Still, there have been instances in military history where troops complaining about their food was absolutely warranted. In at least one instance, the food was so bad, it could draw sympathy from even their most fervent geopolitical enemies: In late 2022, Russian troops fighting in Ukraine took to the internet to complain about their North Korean allies getting canned dog meat as field rations. This is actually a step forward, as Russians in some parts of Ukraine have to hunt for dogs first.
And yet, that’s not even the biggest culinary war crime inflicted on Russians troops. In 2011, Russia’s interior ministry soldiers, troops responsible for Russia’s domestic security, didn’t even get dog meat in the far eastern posting of Vladivostok. Instead, they were fed dog food.
Long before Russian President Vladimir Putin’s botched “special military operation” in Ukraine, life in the Russian military was not all that great. Russia’s junior enlisted were subject to torture, slave labor and widespread harassment from their superior officers. They were also issued the same footwear worn by Russian soldiers under Tsar Peter I in the 18th century.
If you ask former Maj. Igor Matveyev, a veteran of Russia’s 1990s Chechen Wars, he might say the biggest problem facing Russian troops is widespread corruption. A repeated whistleblower, the erstwhile commander called out his fellow officers for operating a slave market in Khabarovsk in 2003. This time, the corruption affected his soldiers.
“It took me a month to determine through various reports exactly what was happening,” he told Reuters in 2011. “It’s embarrassing to say, but soldiers here were fed dog food. It was fed to them as stew.”
Matveyev leaked a video from his posting in Vladivostok in May 2011, where he alleged the Russian interior ministry soldiers there were fed substandard food from cans labeled “premium quality beef.” Matveyev released a 10-minute video that shows him tearing the label off a can of beef, only to reveal a dog-food label.

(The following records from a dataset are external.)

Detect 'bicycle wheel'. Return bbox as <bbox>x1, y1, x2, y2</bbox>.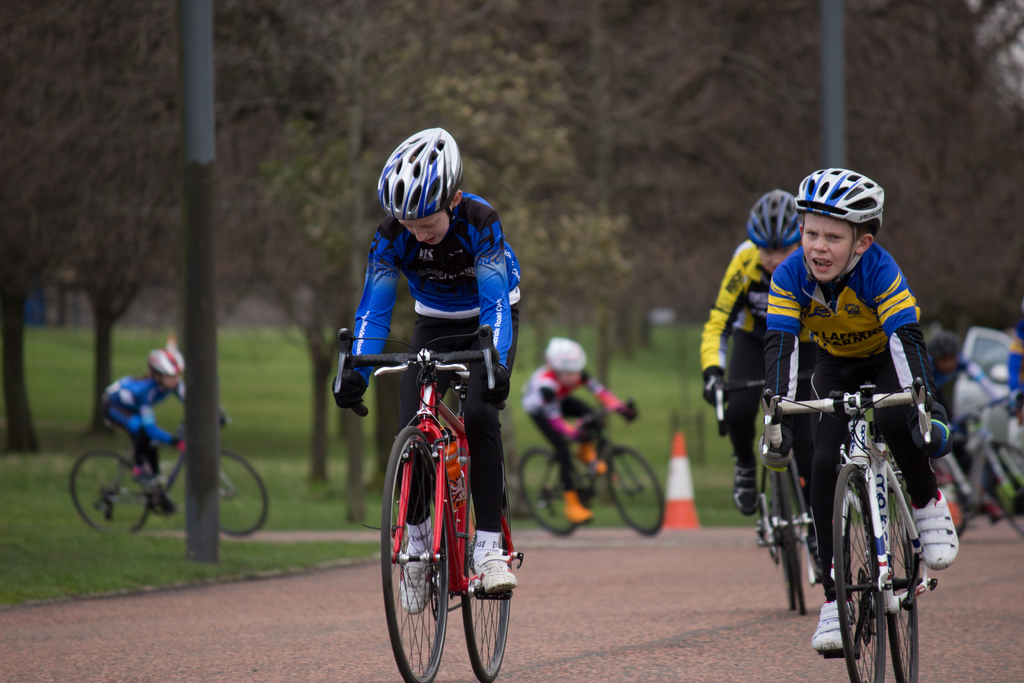
<bbox>378, 425, 449, 682</bbox>.
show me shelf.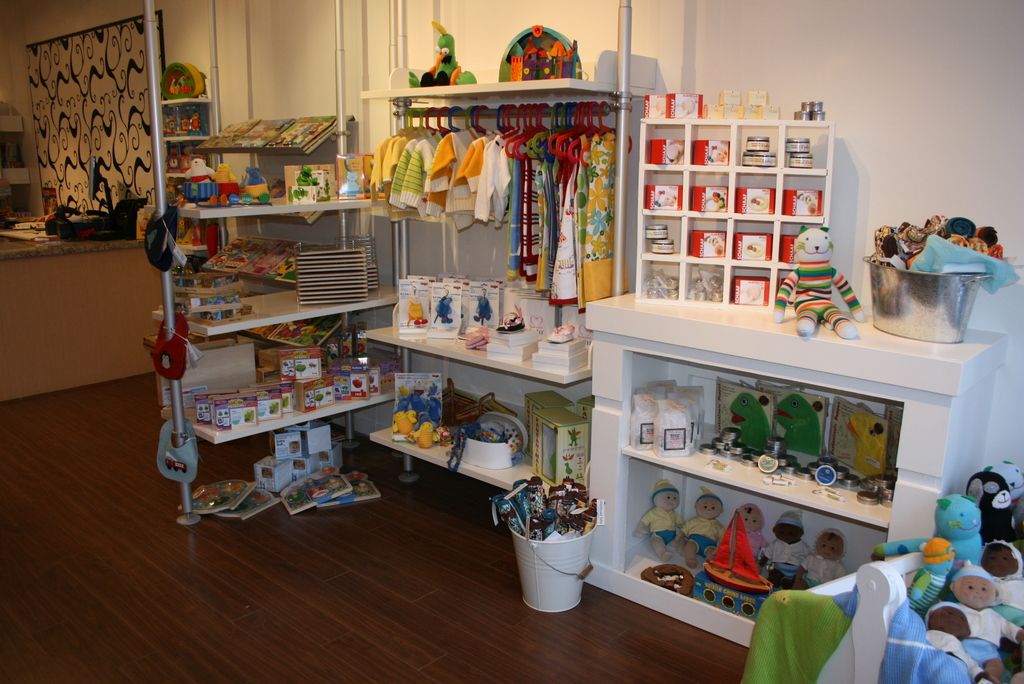
shelf is here: 621/349/908/626.
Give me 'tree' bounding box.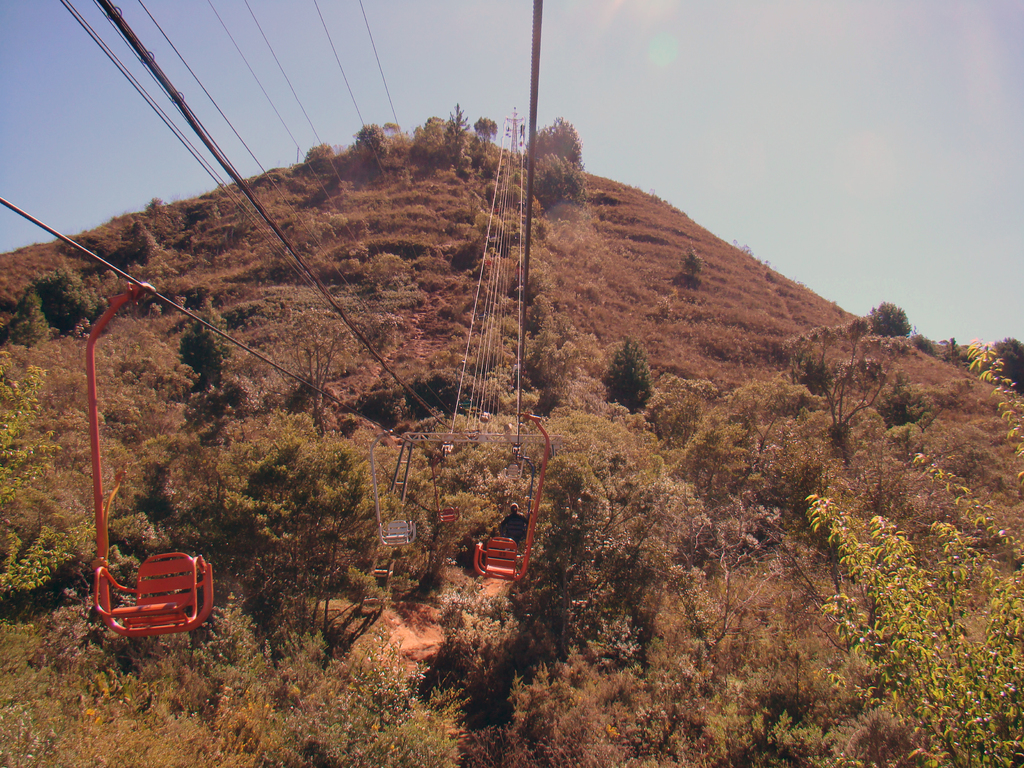
991, 332, 1023, 393.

The dog-food incident wasn’t a one-time occurrence. Matveyev said the trumped-up dog food was fed to his soldiers for several months as a cost-saving measure. In the video, a voice explains that 13,800 cans were registered in the unit’s storehouse, including 4,485 kilograms of meat. It reveals there were 1,374 expired cans, along with 3,111 cans of dog food and no edible canned meat.
For Matveyev’s efforts to get his troops some food fit for human consumption, the Russian government launched an investigation that accused the unit’s food supply officer of stealing canned goods, claimed the dog-food cans were intended for the dogs on the installation, and announced that the troops were never fed the dog food.
Matveyev appealed to then-Prime Minister Putin and then-President Dmitri Medvedev to do something about the situation. Instead, he was relieved of his command and then accused of assaulting his soldiers. The Committee of Soldiers’ Mothers of Russia, a non-governmental organization formed to fight for human rights in Russia’s military, hired a lawyer to defend him.
Russia’s mothers posed a question to the Russian government: “If the dog food was really purchased for the base’s dogs, why were there 3,000 cans of it?”
Matveyev spent the next five years in prison, finally getting out in 2016. Food in the Russian armed forces is a source of continual controversy for Russia’s Defense and Interior Ministries. Soldiers in the Sakhalin region were fed maggot-infested food in 2013, its forces were given only onions, potatoes and pickles to invade Ukraine while Russian soldiers currently in Syria are alleged to have no food at all.